Dandelion; gaudy, bold,
With her pretty hair of gold.
Soon it seems that overnight
She has a puffball head of white —
Like my Grandma.

Then we get a windy day,
Blows her puffball hair away,
And I can’t help thinking that
She should perhaps have worn a hat —
Like my Grandma.

 

 

Girl in rain with umbrellaJosephina

Josephina, dressed in yellow,
Doesn’t care about the weather,
In her yellow raincoat
With her yellow umbrella,
In her yellow Wellingtons,
Yellow ribbons in her hair,
It can rain and rain and rain,
Josephina doesn’t care.

 

From ‘Collecting Cobwebs, Gathering Brambles’:

After the Storm

The roaring beast of the storm
that yesterday railed
in tantrum against the rocks
has exhausted its god-like fury.

I take the steep and slippery track
down to the beach,
scrabbling over the rocky outcrops
laid like traps to trip the unwary.

Low tide.
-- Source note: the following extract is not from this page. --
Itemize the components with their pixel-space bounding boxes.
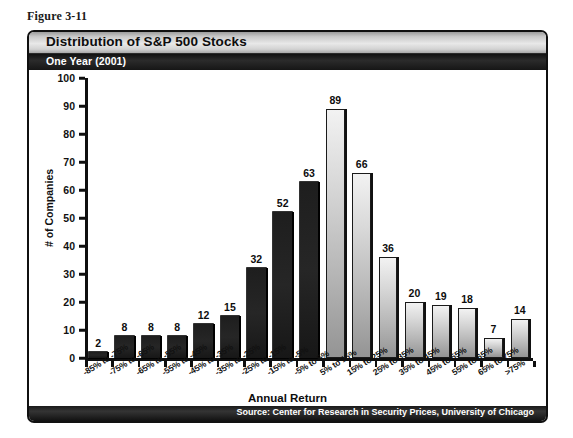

The sea breathes
gently over the shingle,
hushes out, and shooshes in;
a giant monster sated and asleep.

while there on the sand
the remnants of a rusting hulk
lie discarded — picked bones
of some long-since digested feast.

 

The Random Wall by Jack Williamson

I watch a workman build a wall
With stone strewn by a quarry blast.
To me they seem so ill disposed,
Last remnant of some holocaust.
Yet each strewn orphan’s craggy face
Was found a careful resting place,
The large, the small, the gross misshapes,
And none to claim a pride of place,
The strength of one the strength of all.
A worthwhile task, a good stone wall.